Sébastien Damart and Sonia Adam-Ledunois
This research aims to compare the contributions of two authors and practitioners from the 1920s whose work was, to a certain extent, at odds with the dominant scientific…
Abstract
Purpose
This research aims to compare the contributions of two authors and practitioners from the 1920s whose work was, to a certain extent, at odds with the dominant scientific management approach of the period.
Design/methodology/approach
In this paper, a comparative textual analysis of texts written by Sheldon and Follett in the 1920s has been performed. This technique consists of a hierarchical descendant classification, which we use to uncover the thematic universes that Sheldon and Follett create in characterizing the fundamentals of management activity.
Findings
This comparative textual analysis shows that Follett and Sheldon developed two different ways of relying on a singular fundamental principle of management: integration.
Originality/value
A comparative analysis of Follett and Sheldon’s work has never been attempted. While textual analysis has been used in management research, to the authors’ knowledge, such analyses are rare in research seeking to understand management history.
Details
Keywords
– The aim of this paper is to highlight the way Mary P. Follett's ideas on management have emerged.
Abstract
Purpose
The aim of this paper is to highlight the way Mary P. Follett's ideas on management have emerged.
Design/methodology/approach
The research explores the different opportunities Mary P. Follett has regarding management issues. It also analyses Follett's way of reasoning in some of her conferences on management.
Findings
Follett's ideas on management have been based on her practical management experience and on her political philosophy. The paper particularly demonstrates that Follett was currently proceeding in three different areas: instantiation, conceptual linkage and deduction of management principles. A management problem becomes a particular instance of social interaction situation, within a broader category of problems and situations: that is what we identify as “instantiation”. Follett makes connections with concepts she has developed about democracy: that is what we named “conceptual linkage”. Deduction of management ideas is then made possible by combining instantiation and conceptual linkage.
Originality/value
This paper helps to explain why so many management authors have considered Mary P. Follett as a pioneer, a “prophet of management”.
Details
Keywords
David B. Szabla, Elizabeth Shaffer, Ashlie Mouw and Addelyne Turks
Despite the breadth of knowledge on self and identity formation across the study of organizations, the field of organizational development and change has limited research on the…
Abstract
Despite the breadth of knowledge on self and identity formation across the study of organizations, the field of organizational development and change has limited research on the construction of professional identity. Much has been written to describe the “self-concepts” of those practicing and researching in the field, but there have been no investigations that have explored how these “self-concepts” form. In addition, although women have contributed to defining the “self” in the field, men have held the dominant perspective on the subject. Thus, in this chapter, we address a disparity in the research by exploring the construction of professional identity in the field of organizational development and change, and we give voice to the renowned women who helped to build the field. Using the profiles of 17 American women included in The Palgrave Handbook of Organizational Change Thinkers, we perform a narrative analysis based upon the concepts and models prevalent in the literature on identity formation. By disentangling professional identity formation of the notable women in the field, we can begin to see the nuance and particularities involved in its construction and gain deeper understandings about effective ways to prepare individuals to work in and advance the field.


TASK TO COMPLETE. Up to and including the line with "The image size is (1200, 912).", please reproduce the lines below exactly, beginning with the first.
---
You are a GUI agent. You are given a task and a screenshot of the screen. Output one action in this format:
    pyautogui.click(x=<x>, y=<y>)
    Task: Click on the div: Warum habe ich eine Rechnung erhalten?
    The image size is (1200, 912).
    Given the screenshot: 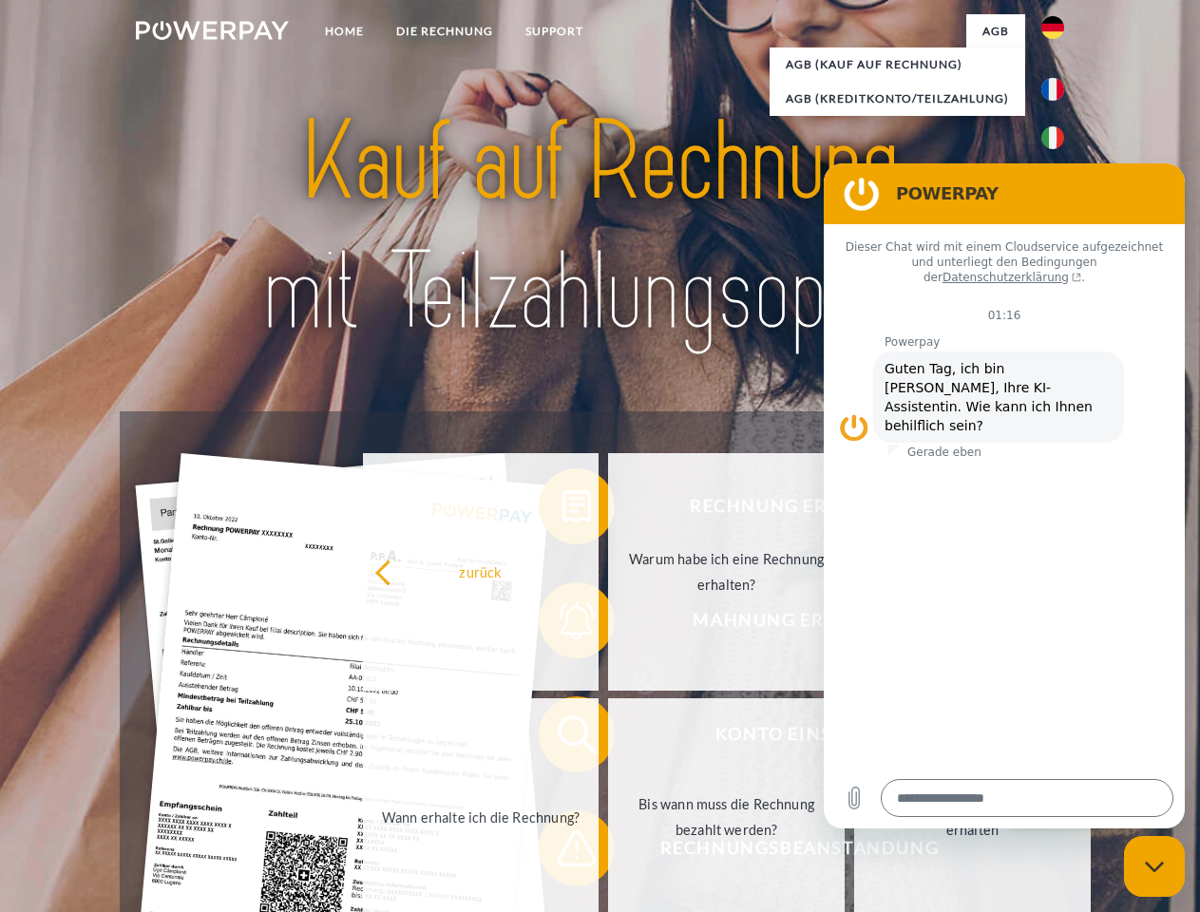 What is the action you would take?
    pyautogui.click(x=726, y=572)
    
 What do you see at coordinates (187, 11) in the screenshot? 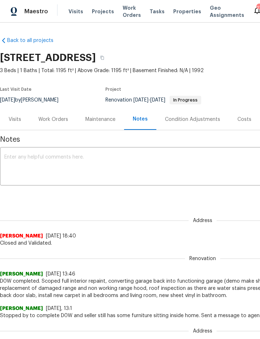
I see `span: Properties` at bounding box center [187, 11].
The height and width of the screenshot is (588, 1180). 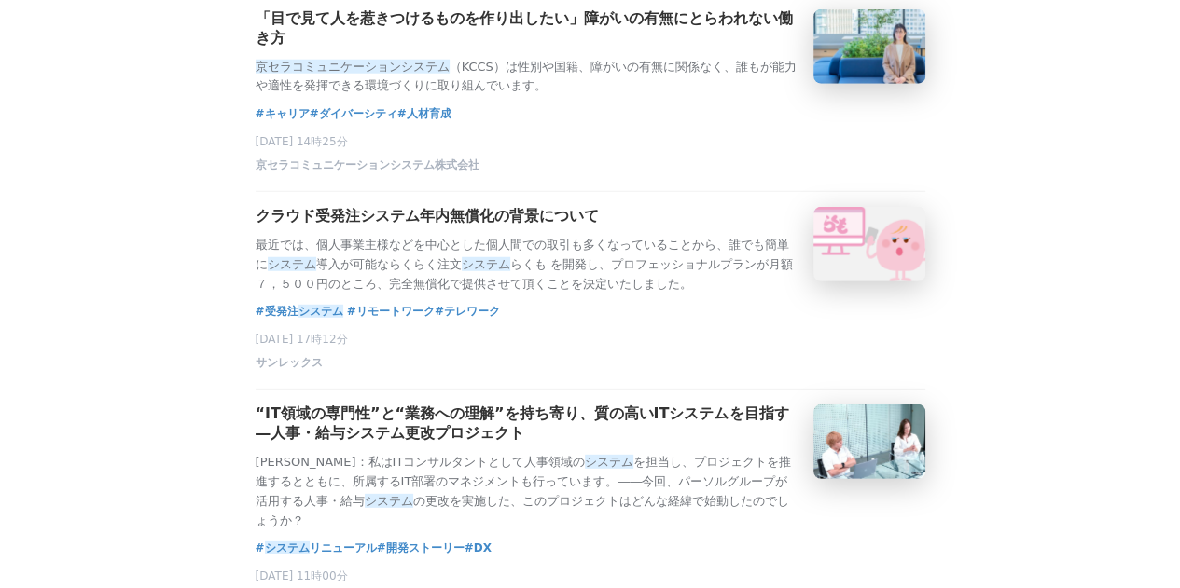 What do you see at coordinates (301, 311) in the screenshot?
I see `span: #受発注` at bounding box center [301, 311].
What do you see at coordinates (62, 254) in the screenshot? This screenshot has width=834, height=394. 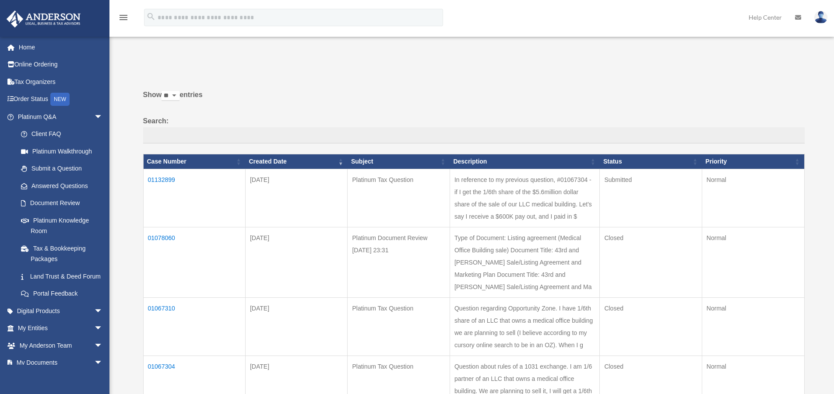 I see `a: Tax & Bookkeeping Packages` at bounding box center [62, 254].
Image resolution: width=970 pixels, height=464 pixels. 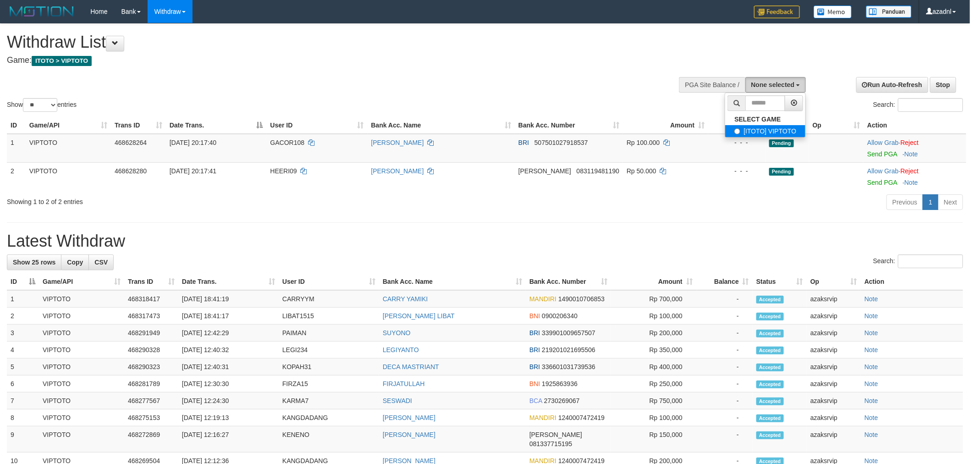 What do you see at coordinates (329, 418) in the screenshot?
I see `td: KANGDADANG` at bounding box center [329, 418].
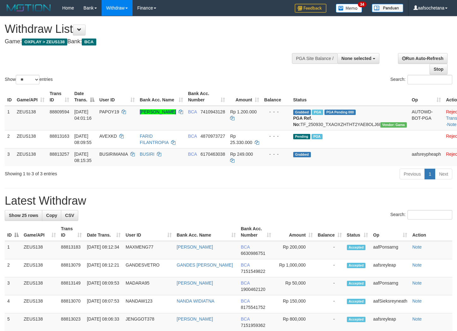 Image resolution: width=457 pixels, height=331 pixels. Describe the element at coordinates (29, 80) in the screenshot. I see `label: Show entries` at that location.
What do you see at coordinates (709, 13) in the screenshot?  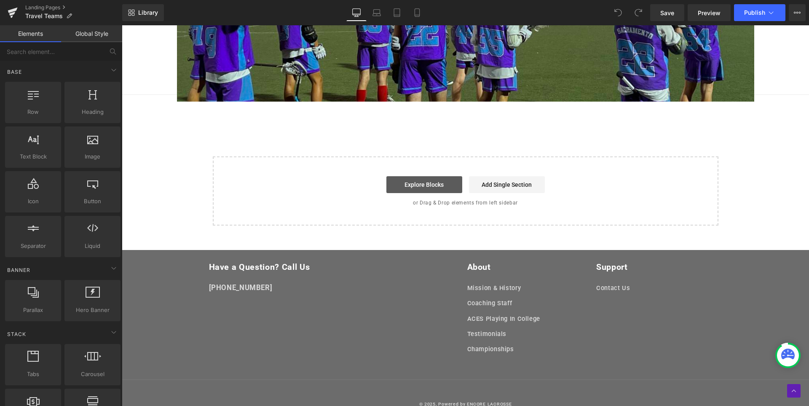 I see `span: Preview` at bounding box center [709, 13].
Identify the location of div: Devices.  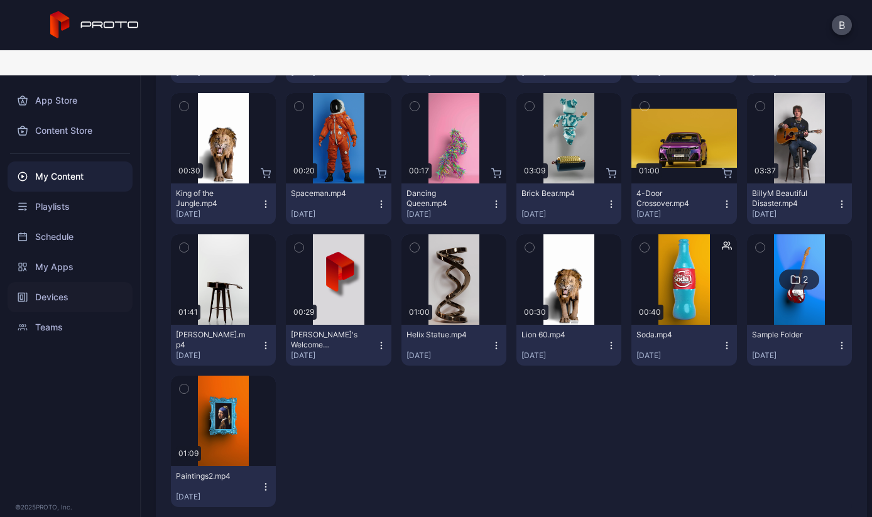
(70, 297).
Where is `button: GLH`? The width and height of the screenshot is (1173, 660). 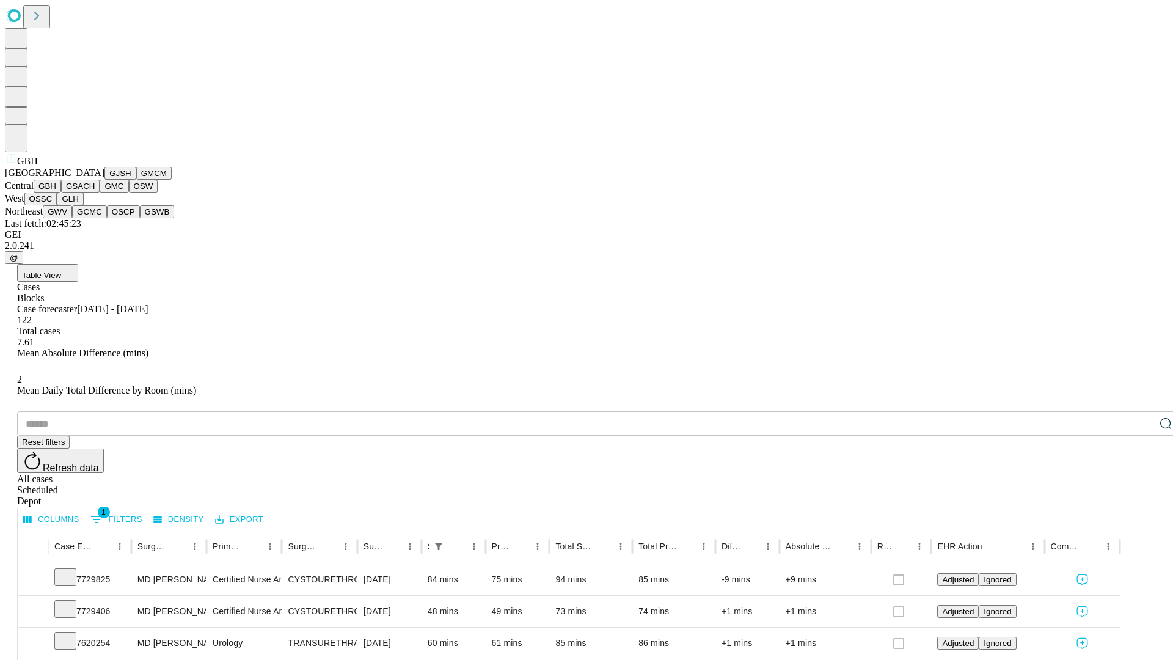 button: GLH is located at coordinates (70, 199).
---
SOLUTION TO THE PROBLEM.
You are a GUI agent. You are given a task and a screenshot of the screen. Output one action in this format:
    pyautogui.click(x=<x>, y=<y>)
    Task: Click on the div: Warum habe ich eine Rechnung erhalten?
    The image size is (1200, 912).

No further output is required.